I started with 7 and expended it to 14 with starting PG of 512 to 4096, as recommended.
Unfortunately I can’t tell you the exact IO impact as I’ve done my changes in the off hours where the impact wasn’t important, I could see reduction in performance but since it had no impact on me I didn’t messure it exactly.
Since I had the luxury of leaving it going overnight I didn’t step the PG. I would, however, highly recommend in normal circumstances to do this in stages to reduce the impact you will see.
You can see very significant IO load, and CPU time during the operation. The realoctation in my case took over an hour to accomplish.
Thank you and Samuel for the prompt response.On 5/8/15 00:52, Marek Dohojda wrote:I have done this not that long ago. My original PG estimates were wrong and I had to increase them.
After increasing the PG numbers the Ceph rebalanced, and that took a while. To be honest in my case the slowdown wasn’t really visible, but it took a while.
How many OSDs do you have in your cluster? How much did you adjust the PG numbers?My strong suggestion to you would be to do it in a long IO time, and be prepared that this willl take quite a long time to accomplish. Do it slowly and do not increase multiple pools at once.
Both you and Samuel said to do it slowly, do you mean to adjust the pg numbers step by step rather than doing it in one step? Also, would you please explain 'a long IO time' in details.Thanks,JevonIt isn’t recommended practice but doable.
On Aug 4, 2015, at 10:46 AM, Samuel Just <sjust@xxxxxxxxxx> wrote:
It will cause a large amount of data movement. Each new pg after the split will relocate. It might be ok if you do it slowly. Experiment on a test cluster. -Sam
On Mon, Aug 3, 2015 at 12:57 AM, 乔建峰 <scaleqiao@xxxxxxxxx> wrote:
Hi Cephers,
This is a greeting from Jevon. Currently, I'm experiencing an issue which suffers me a lot, so I'm writing to ask for your comments/help/suggestions. More details are provided bellow.
Issue: I set up a cluster having 24 OSDs and created one pool with 1024 placement groups on it for a small startup company. The number 1024 was calculated per the equation 'OSDs * 100'/pool size. The cluster have been running quite well for a long time. But recently, our monitoring system always complains that some disks' usage exceed 85%. I log into the system and find out that some disks' usage are really very high, but some are not(less than 60%). Each time when the issue happens, I have to manually re-balance the distribution. This is a short-term solution, I'm not willing to do it all the time.
Two long-term solutions come in my mind, 1) Ask the customers to expand their clusters by adding more OSDs. But I think they will ask me to explain the reason of the imbalance data distribution. We've already done some analysis on the environment, we learned that the most imbalance part in the CRUSH is the mapping between object and pg. The biggest pg has 613 objects, while the smallest pg only has 226 objects.
2) Increase the number of placement groups. It can be of great help for statistically uniform data distribution, but it can also incur significant data movement as PGs are effective being split. I just cannot do it in our customers' environment before we 100% understand the consequence. So anyone did this under a production environment? How much does this operation affect the performance of Clients?
Any comments/help/suggestions will be highly appreciated.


What to produce:
Every line of the following records that includes "swatch" should be copied.
*** Dataset entries ***
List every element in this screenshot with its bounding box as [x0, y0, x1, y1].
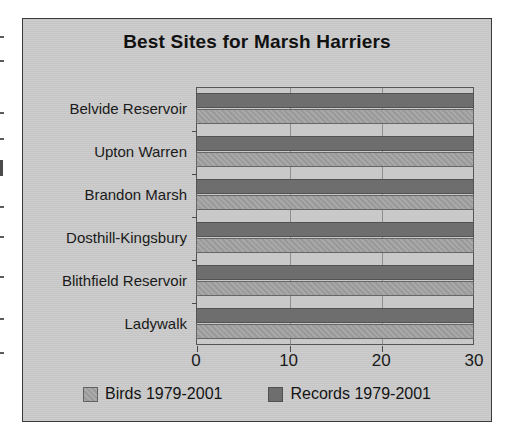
- birds-swatch-icon: [83, 387, 98, 402]
- chart-container: Best Sites for Marsh Harriers Belvide Re…: [22, 18, 492, 422]
- category-axis-labels: Belvide Reservoir Upton Warren Brandon M…: [31, 87, 196, 345]
- scan-edge-mark: [0, 206, 4, 208]
- bar-group: [196, 302, 474, 345]
- bar-records[interactable]: [196, 265, 474, 280]
- bar-birds[interactable]: [196, 281, 474, 296]
- scan-edge-mark: [0, 112, 4, 114]
- category-label: Upton Warren: [31, 130, 196, 173]
- x-axis-labels: 0 10 20 30: [196, 351, 474, 375]
- x-axis-tick-label: 20: [372, 351, 391, 371]
- category-label: Blithfield Reservoir: [31, 259, 196, 302]
- bar-birds[interactable]: [196, 195, 474, 210]
- bar-records[interactable]: [196, 308, 474, 323]
- legend-item-birds[interactable]: Birds 1979-2001: [83, 385, 222, 403]
- bar-group: [196, 173, 474, 216]
- bar-group: [196, 130, 474, 173]
- bar-records[interactable]: [196, 136, 474, 151]
- bar-birds[interactable]: [196, 109, 474, 124]
- figure-canvas: Best Sites for Marsh Harriers Belvide Re…: [0, 0, 514, 438]
- scan-edge-mark: [0, 138, 4, 140]
- bar-group: [196, 87, 474, 130]
- bar-group: [196, 216, 474, 259]
- x-axis-tick-label: 30: [465, 351, 484, 371]
- records-swatch-icon: [268, 387, 283, 402]
- bar-records[interactable]: [196, 93, 474, 108]
- legend-label-birds: Birds 1979-2001: [105, 385, 222, 403]
- category-label: Dosthill-Kingsbury: [31, 216, 196, 259]
- bar-records[interactable]: [196, 222, 474, 237]
- scan-edge-mark: [0, 352, 4, 354]
- bar-birds[interactable]: [196, 324, 474, 339]
- x-axis-tick-label: 10: [279, 351, 298, 371]
- scan-edge-mark: [0, 276, 4, 278]
- bar-group: [196, 259, 474, 302]
- category-label: Brandon Marsh: [31, 173, 196, 216]
- category-label: Belvide Reservoir: [31, 87, 196, 130]
- category-label: Ladywalk: [31, 302, 196, 345]
- legend-label-records: Records 1979-2001: [290, 385, 431, 403]
- scan-edge-mark: [0, 60, 4, 62]
- chart-title: Best Sites for Marsh Harriers: [23, 31, 491, 53]
- bars-layer: [196, 87, 474, 345]
- scan-edge-mark: [0, 236, 4, 238]
- scan-edge-mark: [0, 318, 4, 320]
- chart-legend: Birds 1979-2001 Records 1979-2001: [23, 385, 491, 403]
- scan-edge-mark: [0, 160, 3, 176]
- legend-item-records[interactable]: Records 1979-2001: [268, 385, 431, 403]
- x-axis-tick-label: 0: [191, 351, 200, 371]
- bar-birds[interactable]: [196, 238, 474, 253]
- scan-edge-mark: [0, 36, 4, 38]
- bar-birds[interactable]: [196, 152, 474, 167]
- bar-records[interactable]: [196, 179, 474, 194]
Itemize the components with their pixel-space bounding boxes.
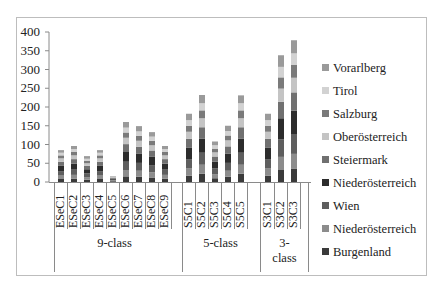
- bar-segment: [162, 164, 168, 170]
- bar-segment: [58, 155, 64, 158]
- bar-segment: [58, 166, 64, 171]
- bar-segment: [71, 146, 77, 149]
- bar-segment: [199, 139, 205, 153]
- bar-segment: [71, 152, 77, 155]
- bar-segment: [225, 154, 231, 163]
- y-tick-label: 200: [10, 100, 40, 114]
- bar-segment: [265, 169, 271, 176]
- bar-segment: [199, 153, 205, 165]
- bar-segment: [84, 161, 90, 163]
- bar-segment: [225, 171, 231, 177]
- group-label-5-class: 5-class: [183, 236, 258, 251]
- y-tick-label: 300: [10, 63, 40, 77]
- bar-segment: [291, 53, 297, 65]
- bar-segment: [162, 146, 168, 149]
- bar-S5C5: [238, 95, 244, 182]
- bar-segment: [278, 89, 284, 102]
- bar-segment: [225, 136, 231, 141]
- bar-ESeC4: [97, 150, 103, 182]
- bar-segment: [97, 153, 103, 156]
- bar-segment: [71, 175, 77, 179]
- bar-ESeC6: [123, 122, 129, 182]
- bar-segment: [186, 139, 192, 148]
- bar-segment: [199, 95, 205, 103]
- bar-segment: [238, 165, 244, 174]
- bar-segment: [136, 171, 142, 177]
- bar-segment: [123, 176, 129, 182]
- bar-segment: [186, 126, 192, 132]
- y-tick-label: 400: [10, 25, 40, 39]
- x-tick-label: S5C5: [235, 201, 246, 228]
- bar-segment: [162, 179, 168, 182]
- bar-segment: [123, 122, 129, 128]
- group-label-9-class: 9-class: [52, 236, 177, 251]
- bar-segment: [199, 127, 205, 138]
- bar-segment: [149, 178, 155, 183]
- legend-item: Steiermark: [322, 153, 388, 167]
- bar-segment: [199, 174, 205, 182]
- legend-label: Vorarlberg: [333, 61, 386, 75]
- bar-segment: [212, 157, 218, 162]
- bar-segment: [186, 159, 192, 168]
- bar-segment: [149, 145, 155, 150]
- bar-segment: [123, 144, 129, 152]
- bar-segment: [71, 164, 77, 170]
- bar-segment: [58, 153, 64, 156]
- bar-ESeC1: [58, 150, 64, 182]
- bar-segment: [186, 169, 192, 176]
- bar-segment: [278, 55, 284, 67]
- bar-segment: [58, 162, 64, 166]
- bar-segment: [225, 163, 231, 171]
- bar-segment: [265, 159, 271, 168]
- bar-segment: [58, 176, 64, 179]
- legend-swatch-icon: [322, 225, 329, 232]
- bar-segment: [110, 178, 116, 179]
- bar-segment: [212, 149, 218, 153]
- bar-segment: [199, 103, 205, 110]
- bar-segment: [278, 170, 284, 182]
- bar-segment: [123, 133, 129, 138]
- bar-segment: [225, 126, 231, 131]
- bar-S3C1: [265, 114, 271, 182]
- bar-segment: [110, 181, 116, 182]
- bar-segment: [136, 136, 142, 141]
- legend-item: Burgenland: [322, 245, 391, 259]
- group-label-3-class-line1: 3-: [262, 236, 307, 251]
- bar-segment: [265, 132, 271, 139]
- bar-segment: [136, 131, 142, 136]
- legend-swatch-icon: [322, 179, 329, 186]
- legend-label: Oberösterreich: [333, 130, 407, 144]
- bar-segment: [278, 139, 284, 157]
- x-tick-label: ESeC4: [94, 195, 105, 228]
- bar-segment: [97, 179, 103, 182]
- x-tick-label: S3C3: [288, 201, 299, 228]
- legend-label: Tirol: [333, 84, 358, 98]
- bar-segment: [238, 103, 244, 110]
- bar-segment: [162, 149, 168, 152]
- bar-segment: [291, 40, 297, 53]
- bar-segment: [162, 175, 168, 179]
- bar-segment: [265, 126, 271, 132]
- bar-segment: [136, 154, 142, 163]
- bar-segment: [58, 179, 64, 182]
- bar-S5C2: [199, 95, 205, 182]
- bar-segment: [291, 134, 297, 154]
- bar-segment: [149, 172, 155, 177]
- bar-S5C4: [225, 126, 231, 182]
- legend-item: Niederösterreich: [322, 222, 416, 236]
- bar-segment: [123, 162, 129, 170]
- bar-segment: [149, 157, 155, 165]
- bar-segment: [291, 78, 297, 93]
- bar-segment: [278, 102, 284, 119]
- bar-segment: [225, 146, 231, 153]
- bar-segment: [97, 158, 103, 161]
- bar-segment: [71, 179, 77, 182]
- x-tick-label: ESeC3: [81, 195, 92, 228]
- x-tick-label: S5C3: [209, 201, 220, 228]
- bar-ESeC2: [71, 146, 77, 182]
- bar-segment: [291, 65, 297, 78]
- y-axis-ticks: [45, 32, 49, 182]
- bar-segment: [238, 139, 244, 153]
- bar-segment: [186, 148, 192, 159]
- y-tick-label: 50: [10, 156, 40, 170]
*** End of Dataset entries ***
Answer box:
- birds-swatch-icon: [83, 387, 98, 402]
- records-swatch-icon: [268, 387, 283, 402]
- legend-swatch-icon: [322, 225, 329, 232]
- legend-swatch-icon: [322, 179, 329, 186]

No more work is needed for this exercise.